Managing context goes a long way, too. I clear context for every new task and keep the local context files up to date with key info to get the LLM on target quickly
Aggressively recreating your context is still the best way to get the best results from these tools too, so it has a secondary benefit.
The other skill is in knowing exactly when to roll up your sleeves and do it the old fashioned way. Which things they're good/useful for, and which things they aren't.
My take is that the overlap is strongest with engineering management. If you can learn how to manage a team of human engineers well, that translates to managing a team of agents well.
None of that knowlege will get useless, only working around current limitations of agents will.
If I want to start a new task, I /clear and then tell it to re-read the CLAUDE.md document where I put all of the quick context: Description of the project, key goals, where to find key code, reminders for tools to use, and so on. I aggressively update this file as I notice things that it’s always forgetting or looking up. I know some people have the LLM update their context file but I just do it myself with seemingly better results.
Using /compact burns through a lot of your usage quota and retains a lot of things you may not need. Giving it directions like “starting a new task doing ____, only keep necessary context for that” can help, but hitting /clear and having it re-read a short context primer is faster and uses less quota.
I do wish that ChatGPT had a toggle next to each project file instead of having to delete and reupload to toggle or create separate projects for various combinations of files.

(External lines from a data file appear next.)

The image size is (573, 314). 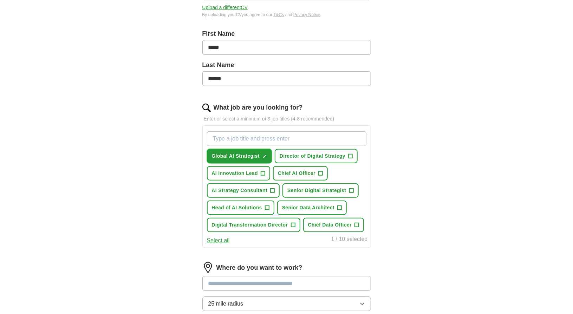 What do you see at coordinates (287, 119) in the screenshot?
I see `p: Enter or select a minimum of 3 job titles (4-8 recommended)` at bounding box center [287, 119].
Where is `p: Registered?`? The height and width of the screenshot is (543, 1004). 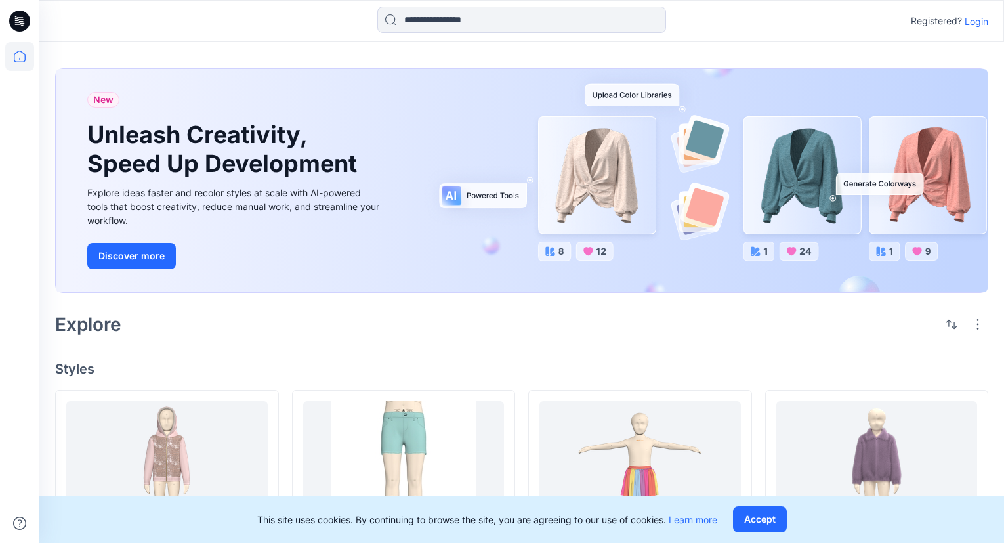 p: Registered? is located at coordinates (937, 21).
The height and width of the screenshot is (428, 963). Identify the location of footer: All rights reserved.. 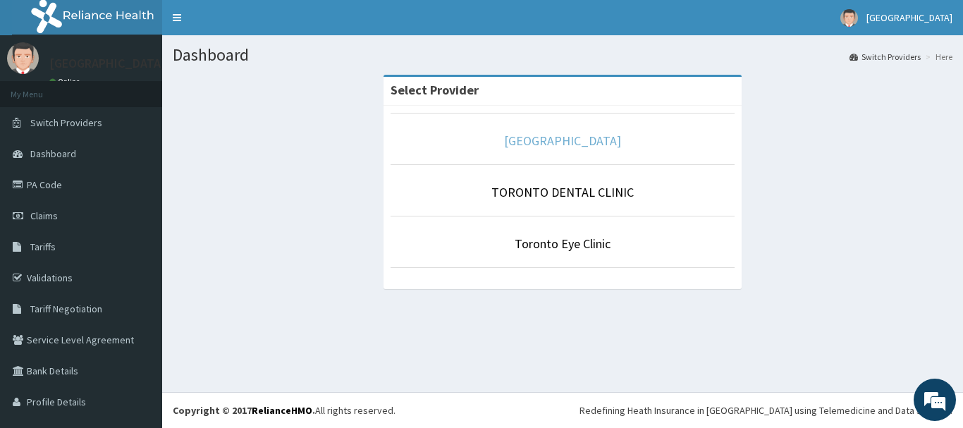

So if you look at the total cost of running the benchmark, it's surprisingly similar to other models -- the higher price per token is offset by the significantly fewer tokens required to complete a task.
See "Cost to Run Artificial Analysis Index" and "Intelligence vs Output Tokens" here
https://artificialanalysis.ai/
...With the obligatory caveat that benchmarks are largely irrelevant for actual real world tasks and you need to test the thing on your actual task to see how well it does!
I consistently run into limits with CC (Opus 4.5) -- but even though Codex seems to be spending significantly more tokens, it just seems like the quota limit is much higher?